Posted by Stowe Boyd
January 12, 2010
Comments
1 note

Share
http://tmblr.co/ZHrZFysHozg
kevin kellytechnotranscendentalismnewtaoismtaoliteoverload

1 note

  1. stoweboyd posted this
blog comments powered by Disqus

< Previous post Next post >

 

Theme by Pixel Union

  • Profile
  • Pages
  • Likes

About me

Social anthropologist, clairvoyant, postfuturist.

My work is social tools and their impact on media, business, and society.

I am made greater by the sum of my connections, and so are my connections.


Connect with me

  • Twitter
  • RSS
  • Archive
  • Ask me anything

Pages:

  • About Stowe Boyd
  • Underpaid Genius
  • Popular Posts
  • Work Talk Research
  • Work Talk Reports
  • Speaking

Stuff I Like

  • Photo via everythingisacasestudy
    Photo via everythingisacasestudy
  • Photoset via considertheaesthetic

    Only in my wildest dreams would I actually own one of these beauties. At a astonishing $3650, this...
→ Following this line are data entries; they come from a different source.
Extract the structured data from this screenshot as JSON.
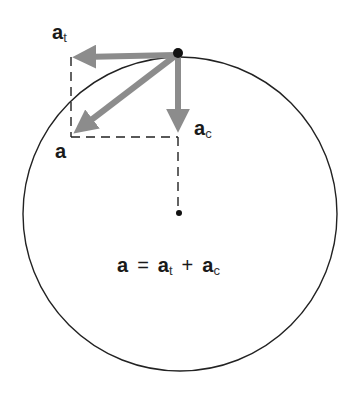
{
  "diagram": {
    "circle": {
      "cx": 180,
      "cy": 214,
      "r": 158,
      "stroke": "#222222"
    },
    "point": {
      "x": 178,
      "y": 53
    },
    "center": {
      "x": 179,
      "y": 213
    },
    "arrow_color": "#8c8c8c",
    "labels": {
      "a_total": {
        "base": "a",
        "sub": ""
      },
      "a_t": {
        "base": "a",
        "sub": "t"
      },
      "a_c": {
        "base": "a",
        "sub": "c"
      }
    },
    "equation": {
      "lhs": "a",
      "equals": "=",
      "term1": "a",
      "term1_sub": "t",
      "plus": "+",
      "term2": "a",
      "term2_sub": "c"
    },
    "vectors": [
      {
        "name": "a_t",
        "from": [
          178,
          53
        ],
        "to": [
          71,
          57
        ]
      },
      {
        "name": "a_c",
        "from": [
          178,
          53
        ],
        "to": [
          178,
          134
        ]
      },
      {
        "name": "a",
        "from": [
          178,
          53
        ],
        "to": [
          73,
          134
        ]
      }
    ]
  }
}
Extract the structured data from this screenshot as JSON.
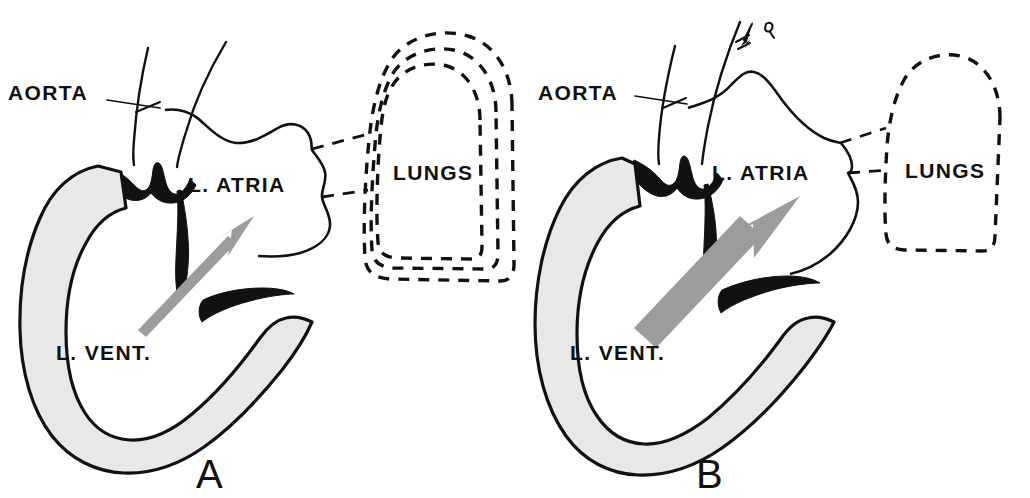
{
  "figure": {
    "background_color": "#ffffff",
    "ink_color": "#111111",
    "wall_fill_color": "#e8e8e8",
    "arrow_color_a": "#9c9c9c",
    "arrow_color_b": "#9c9c9c"
  },
  "panels": [
    {
      "letter": "A",
      "labels": {
        "aorta": "AORTA",
        "atria": "L. ATRIA",
        "ventricle": "L. VENT.",
        "lungs": "LUNGS"
      },
      "lung_contours": 3,
      "flow_arrow": {
        "name": "blood-flow-arrow",
        "weight": "thin",
        "color": "#9c9c9c",
        "direction": "up-right"
      },
      "aortic_outflow_arrow": false
    },
    {
      "letter": "B",
      "labels": {
        "aorta": "AORTA",
        "atria": "L. ATRIA",
        "ventricle": "L. VENT.",
        "lungs": "LUNGS"
      },
      "lung_contours": 1,
      "flow_arrow": {
        "name": "blood-flow-arrow",
        "weight": "thick",
        "color": "#9c9c9c",
        "direction": "up-right"
      },
      "aortic_outflow_arrow": true
    }
  ]
}
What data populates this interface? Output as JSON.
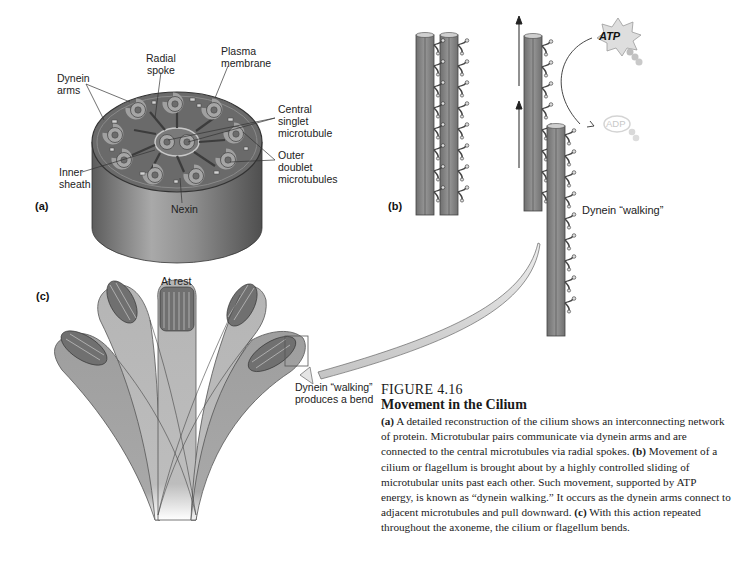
{
  "figure": {
    "number": "FIGURE 4.16",
    "title": "Movement in the Cilium",
    "caption_parts": [
      {
        "tag": "(a)",
        "text": " A detailed reconstruction of the cilium shows an interconnecting network of protein. Microtubular pairs communicate via dynein arms and are connected to the central microtubules via radial spokes. "
      },
      {
        "tag": "(b)",
        "text": " Movement of a cilium or flagellum is brought about by a highly controlled sliding of microtubular units past each other. Such movement, supported by ATP energy, is known as “dynein walking.” It occurs as the dynein arms connect to adjacent microtubules and pull downward. "
      },
      {
        "tag": "(c)",
        "text": " With this action repeated throughout the axoneme, the cilium or flagellum bends."
      }
    ]
  },
  "panel_a": {
    "tag": "(a)",
    "labels": {
      "dynein_arms": "Dynein\narms",
      "radial_spoke": "Radial\nspoke",
      "plasma_membrane": "Plasma\nmembrane",
      "central_singlet": "Central\nsinglet\nmicrotubule",
      "outer_doublet": "Outer\ndoublet\nmicrotubules",
      "inner_sheath": "Inner\nsheath",
      "nexin": "Nexin"
    }
  },
  "panel_b": {
    "tag": "(b)",
    "atp_label": "ATP",
    "adp_label": "ADP",
    "dynein_walking": "Dynein “walking”"
  },
  "panel_c": {
    "tag": "(c)",
    "at_rest": "At rest",
    "bend_label": "Dynein “walking”\nproduces a bend"
  },
  "colors": {
    "tube_fill": "#8c8c8c",
    "tube_dark": "#5e5e5e",
    "cylinder_top": "#6e6e6e",
    "ring": "#a8a8a8",
    "cilium_fill": "#b9b9b9",
    "atp_burst": "#d9d9d9",
    "adp_faint": "#e2e2e2",
    "curved_arrow": "#cfcfcf"
  }
}
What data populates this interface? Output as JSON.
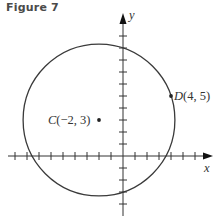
{
  "figure": {
    "title": "Figure 7"
  },
  "axes": {
    "x_label": "x",
    "y_label": "y",
    "origin_px": [
      123,
      156
    ],
    "unit_px": 12,
    "x_ticks": [
      -9,
      -8,
      -7,
      -6,
      -5,
      -4,
      -3,
      -2,
      -1,
      1,
      2,
      3,
      4,
      5,
      6,
      7
    ],
    "y_ticks": [
      -4,
      -3,
      -2,
      -1,
      1,
      2,
      3,
      4,
      5,
      6,
      7,
      8,
      9,
      10,
      11
    ]
  },
  "points": {
    "center": {
      "name": "C",
      "coords": "(−2, 3)",
      "x": -2,
      "y": 3
    },
    "on_circle": {
      "name": "D",
      "coords": "(4, 5)",
      "x": 4,
      "y": 5
    }
  },
  "circle": {
    "center": [
      -2,
      3
    ],
    "radius_squared": 40
  },
  "colors": {
    "stroke": "#3a3a3a",
    "title": "#4a4a4a"
  }
}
    Photoset via considertheaesthetic
  • Photo via andrewgreene

    LOL

    Photo via andrewgreene
  • Photo via creativemornings

    Prototyping is like thinking with your hands.

    Manuel Großmann and Martin Jordan,...

    Photo via creativemornings
  • Post via newschallenge
    Expand the Unconsumption Project

    1. What do you propose to do? [20 words]

    Expand Unconsumption’s capacity to serve as a resource for sharing stories and ideas about creative reuse and mindful consumption.